Tenants of modern office buildings fret if they wait more than 30 seconds for an elevator. This impatience cost Manhattan's Empire State Building nearly $400,000 for extra elevators. The space those elevators occupy takes more than four acres from the building's rentable space. The Empire State owners could have saved space & money by running 20 double-deck elevators to the 80th floor instead of the present 36 single-deck passenger cars which go that high. But the owners figured their building would quickly fill up with tenants whose rents would pay for the extra elevators and the lost floor space. More fundamentally, the owners were pressed for time in construction, feared that tenants might be reluctant to use double-deck cars.
The builders of Manhattan's newest, completed skyscraper, Cities Service's 67-story Sixty Wall Tower, installed double-deck elevators which seem to satisfy the tenantry. If ordinary single elevators had been used, the economical height of that building would not have been more than 48 stories.
To satisfy the tenants' demand for speed and the owners' need of profit is a complex problem which Carl F. Scott, Manhattan engineer, discussed in the current Engineering News-Record.
Elevators now run at between 900 and 1,200 ft. per min. The 67 (all told) cars in the Empire State Building can run, and the 74 in the Rockefeller Center building now being constructed will run, at 1.200 ft. per min. (14 mi. per hr.). Speed is scarcely felt, because the cars start and stop smoothly. But many passengers become uncomfortable as they ride. The air pressure atop the great tower buildings is about one-half pound per square inch less than at the street level. Elevator passengers feel the difference as an annoying pressure on the ear drums. They overcome the discomfort by pretending to swallow. That action opens the eustachian tubes, allows air pressure on the inner sides of the ear drums to equalize air pressure on the outer sides.
The cost of running an elevator up & down the Chrysler tower averages, all operating costs included, about 25¢ a round trip. Cars in that building run 320,000 mi., make 12,000,000 stops a year.
Electricity to run a car one mile (2½ tower round trips) costs 1¢. Other buildings find the costs about the same. Hence Mr.
Chrysler, John Davison Rockefeller Jr.
Rockefeller Center), Alfred Emanuel Smith (Empire State), Henry Latham Doherty (60 Wall) and their competitors want to carry as many people as possible each trip of their swift machines, and to get the passengers in & out as fast as possible.
Engineer Scott noted some ways this is done. Cars are wider than they are deep.
Door openings also are wide. This entices passengers to enter and step out smartly.
In lobbies signs show which elevators rise to certain heights. Starters are polite and intelligent. Cars stop precisely at floor levels. On each floor a light and a bell bring the tenant to the door of the ele- vator which will stop for him. Westinghouse Electric & Manufacturing Co., which with Otis Elevator Co. leads in U. S. ele- vator research* now attaches photo-electric cells to elevators. These prevent elevator doors closing on passengers, allow the doors to close the instant the passenger safely enters.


**Task to complete:** Tell how many lines in the following entries include the word "diagram", giving the figure alone.

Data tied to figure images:

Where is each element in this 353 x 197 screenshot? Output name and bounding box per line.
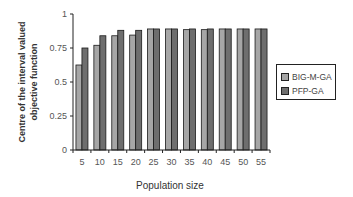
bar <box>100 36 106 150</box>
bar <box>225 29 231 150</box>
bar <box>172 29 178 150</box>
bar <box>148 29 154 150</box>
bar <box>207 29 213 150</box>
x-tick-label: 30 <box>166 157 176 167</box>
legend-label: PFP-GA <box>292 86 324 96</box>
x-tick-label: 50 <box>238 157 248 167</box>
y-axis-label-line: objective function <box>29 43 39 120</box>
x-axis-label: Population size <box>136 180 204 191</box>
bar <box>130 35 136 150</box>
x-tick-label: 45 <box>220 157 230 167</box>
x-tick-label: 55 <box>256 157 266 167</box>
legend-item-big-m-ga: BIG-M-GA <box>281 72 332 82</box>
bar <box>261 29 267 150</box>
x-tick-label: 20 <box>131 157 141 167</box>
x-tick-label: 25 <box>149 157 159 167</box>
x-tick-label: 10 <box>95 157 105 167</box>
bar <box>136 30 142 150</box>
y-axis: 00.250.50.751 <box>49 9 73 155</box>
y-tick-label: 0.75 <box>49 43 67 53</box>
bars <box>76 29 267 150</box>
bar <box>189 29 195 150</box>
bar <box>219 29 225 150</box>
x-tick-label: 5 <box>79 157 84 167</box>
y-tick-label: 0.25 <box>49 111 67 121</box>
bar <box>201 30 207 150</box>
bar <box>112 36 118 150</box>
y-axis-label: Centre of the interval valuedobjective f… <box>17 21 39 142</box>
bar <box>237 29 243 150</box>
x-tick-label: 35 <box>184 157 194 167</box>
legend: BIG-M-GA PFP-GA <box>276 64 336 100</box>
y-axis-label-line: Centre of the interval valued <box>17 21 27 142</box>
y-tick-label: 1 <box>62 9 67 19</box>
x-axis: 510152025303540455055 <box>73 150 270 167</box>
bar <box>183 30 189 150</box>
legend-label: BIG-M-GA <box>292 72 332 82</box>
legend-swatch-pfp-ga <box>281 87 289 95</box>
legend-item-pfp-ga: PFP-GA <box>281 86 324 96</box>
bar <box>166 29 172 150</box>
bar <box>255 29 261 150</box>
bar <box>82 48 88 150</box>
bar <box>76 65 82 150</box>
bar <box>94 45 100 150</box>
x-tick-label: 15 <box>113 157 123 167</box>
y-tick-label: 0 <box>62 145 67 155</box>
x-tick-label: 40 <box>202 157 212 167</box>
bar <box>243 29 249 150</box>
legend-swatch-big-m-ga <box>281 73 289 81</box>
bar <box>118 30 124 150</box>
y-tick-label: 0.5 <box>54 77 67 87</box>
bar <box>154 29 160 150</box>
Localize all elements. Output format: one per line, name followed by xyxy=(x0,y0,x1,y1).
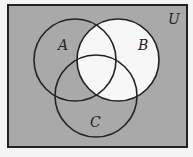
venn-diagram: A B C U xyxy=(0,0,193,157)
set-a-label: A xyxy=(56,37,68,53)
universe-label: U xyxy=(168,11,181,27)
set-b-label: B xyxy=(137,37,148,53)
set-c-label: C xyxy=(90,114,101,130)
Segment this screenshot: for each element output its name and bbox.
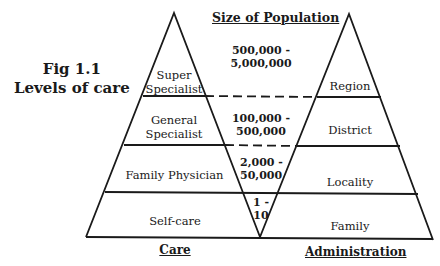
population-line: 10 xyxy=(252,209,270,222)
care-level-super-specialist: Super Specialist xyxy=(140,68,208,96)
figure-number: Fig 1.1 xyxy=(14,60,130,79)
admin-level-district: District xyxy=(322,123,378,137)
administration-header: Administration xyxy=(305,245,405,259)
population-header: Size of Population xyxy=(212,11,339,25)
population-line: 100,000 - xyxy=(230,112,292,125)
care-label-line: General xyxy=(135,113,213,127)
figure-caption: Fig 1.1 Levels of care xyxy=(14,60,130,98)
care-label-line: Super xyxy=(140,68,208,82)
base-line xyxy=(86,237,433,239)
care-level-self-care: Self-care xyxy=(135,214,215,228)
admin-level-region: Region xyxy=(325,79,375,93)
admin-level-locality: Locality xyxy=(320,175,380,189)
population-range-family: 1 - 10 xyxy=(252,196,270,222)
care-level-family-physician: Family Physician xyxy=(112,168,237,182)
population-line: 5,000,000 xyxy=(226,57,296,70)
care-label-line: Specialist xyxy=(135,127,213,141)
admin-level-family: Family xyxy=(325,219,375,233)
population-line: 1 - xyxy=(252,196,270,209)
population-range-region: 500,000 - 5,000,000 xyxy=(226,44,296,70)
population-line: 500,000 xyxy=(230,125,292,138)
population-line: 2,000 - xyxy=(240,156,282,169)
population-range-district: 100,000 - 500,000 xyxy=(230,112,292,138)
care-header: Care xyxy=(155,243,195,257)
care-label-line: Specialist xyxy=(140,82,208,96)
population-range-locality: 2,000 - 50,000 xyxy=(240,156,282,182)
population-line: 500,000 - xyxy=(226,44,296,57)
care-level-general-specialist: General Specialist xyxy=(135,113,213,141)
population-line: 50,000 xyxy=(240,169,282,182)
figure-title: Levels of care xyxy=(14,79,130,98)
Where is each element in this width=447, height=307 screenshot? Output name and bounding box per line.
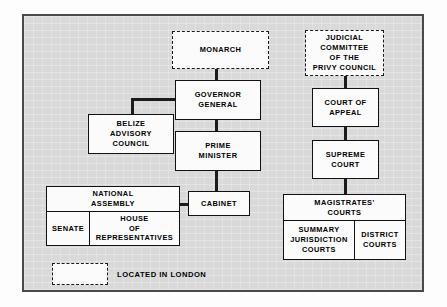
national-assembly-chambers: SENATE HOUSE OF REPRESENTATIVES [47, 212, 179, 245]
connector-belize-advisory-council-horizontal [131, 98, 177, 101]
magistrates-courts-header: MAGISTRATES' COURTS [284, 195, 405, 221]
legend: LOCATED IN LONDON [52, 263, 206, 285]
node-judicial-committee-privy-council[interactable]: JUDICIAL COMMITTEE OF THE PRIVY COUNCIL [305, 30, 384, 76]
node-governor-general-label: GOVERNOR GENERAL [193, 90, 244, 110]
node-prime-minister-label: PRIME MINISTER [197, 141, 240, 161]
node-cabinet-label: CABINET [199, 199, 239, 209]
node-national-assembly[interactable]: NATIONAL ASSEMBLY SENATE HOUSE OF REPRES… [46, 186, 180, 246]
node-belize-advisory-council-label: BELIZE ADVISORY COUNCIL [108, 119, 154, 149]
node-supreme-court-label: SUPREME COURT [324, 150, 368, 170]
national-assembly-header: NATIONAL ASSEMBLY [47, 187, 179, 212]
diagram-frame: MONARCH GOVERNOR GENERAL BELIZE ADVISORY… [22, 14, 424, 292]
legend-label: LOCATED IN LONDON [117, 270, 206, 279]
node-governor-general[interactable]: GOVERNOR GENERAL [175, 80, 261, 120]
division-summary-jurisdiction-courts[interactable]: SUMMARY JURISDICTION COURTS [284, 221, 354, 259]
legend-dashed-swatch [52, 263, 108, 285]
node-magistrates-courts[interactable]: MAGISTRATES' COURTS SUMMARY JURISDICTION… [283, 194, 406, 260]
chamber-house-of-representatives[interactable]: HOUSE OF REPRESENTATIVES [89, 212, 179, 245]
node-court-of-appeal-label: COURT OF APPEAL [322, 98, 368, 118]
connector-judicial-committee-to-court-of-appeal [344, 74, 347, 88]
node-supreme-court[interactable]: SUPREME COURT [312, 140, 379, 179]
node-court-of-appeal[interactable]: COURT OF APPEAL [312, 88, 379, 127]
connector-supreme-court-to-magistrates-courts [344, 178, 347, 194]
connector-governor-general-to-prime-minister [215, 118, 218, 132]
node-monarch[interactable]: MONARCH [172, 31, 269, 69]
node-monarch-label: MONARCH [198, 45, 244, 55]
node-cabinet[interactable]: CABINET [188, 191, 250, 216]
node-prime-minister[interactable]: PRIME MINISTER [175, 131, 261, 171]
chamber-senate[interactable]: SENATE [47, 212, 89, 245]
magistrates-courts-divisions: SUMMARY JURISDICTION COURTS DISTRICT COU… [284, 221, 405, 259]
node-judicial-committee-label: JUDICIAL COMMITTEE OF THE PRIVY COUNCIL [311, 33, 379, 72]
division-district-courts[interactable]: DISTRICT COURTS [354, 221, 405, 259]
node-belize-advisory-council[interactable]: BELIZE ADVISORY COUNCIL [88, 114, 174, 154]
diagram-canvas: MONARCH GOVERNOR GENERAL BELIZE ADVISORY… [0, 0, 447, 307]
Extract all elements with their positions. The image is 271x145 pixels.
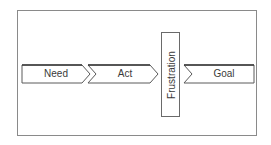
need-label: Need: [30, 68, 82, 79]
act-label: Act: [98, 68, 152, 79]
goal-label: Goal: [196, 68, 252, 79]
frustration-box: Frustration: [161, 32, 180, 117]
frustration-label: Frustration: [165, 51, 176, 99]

**Answer section:** 3